The biggest trend to hit business intelligence (BI) since the days of executive information systems may not be an innovation in the technology itself but in the kinds of data the technology analyzes. The new BI foreshadows a time when, for example, a disease epidemic will be stopped because data can reveal to health officials the movements of infected people. Welcome to the world of "reality mining."

Organizations continue to recalibrate their business models in order to cut costs in challenging economic circumstances. At the same time, cuts that are spread evenly across business units and departments may seem democratic but can be a very shortsighted strategy.

A lot has been said lately about service-oriented architecture (SOA). Still, I would like to take a look at another angle of SOA adoption in the light of the current economic turmoil.

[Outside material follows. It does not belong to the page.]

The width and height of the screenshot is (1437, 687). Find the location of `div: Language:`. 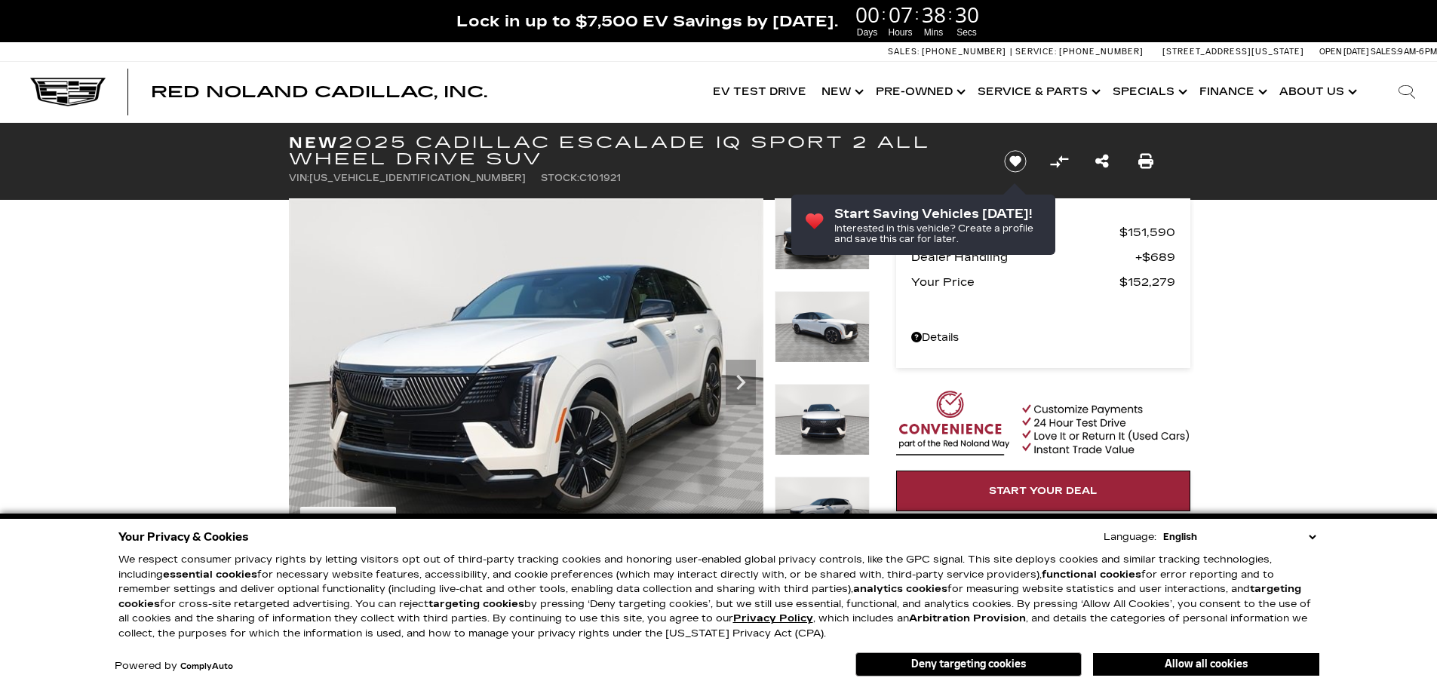

div: Language: is located at coordinates (1130, 537).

SOA adoption has many layers: the basic enterprise service bus (ESB) infrastructure, business process management (BPM) workflow tools, other SOA-related tools, such as BAM (business activity monitoring) or business rules engine (BRE), and SOA governance -- both runtime and design time.

In last week's Advisor, I discussed findings showing that the adoption of BI search (i.e., tools and applications combining BI reporting and analysis with Internet search enginelike functionality) remains limited (see "Adoption of BI Search Remains Limited," 17 March 2009).

Craig Barrett, retiring chairman of Intel, opened the CeBIT trade fair show in Hannover, Germany, on 3 March, by stressing that "it is important for companies to continue to spend on R&D and upgrade plants so that they are positioned to take advantage of the upturn when it does come." Although Barrett was talking about Intel's core business -- chip development -- his comment

(This is the first in a series of Trends Advisors that will deal with the complex landscape of content, unstructured and structured, that confront organizations and individuals as we move from Web 2.0 to Web 3.0 and beyond. Future Advisors will deal with the growing schism between developers and database experts.)

A key objective of enterprise architecture (EA) is to deliver to business strategies and imperatives. This is also the basis for measuring the success of EA investment. While architectural models, specifications, standards, and so on are, of course, important; they will not, in and of themselves, enable this on their own. A foundational set of organizational capabilities must be in place that enables businesses to realize architecture-based solutions on a sustained basis.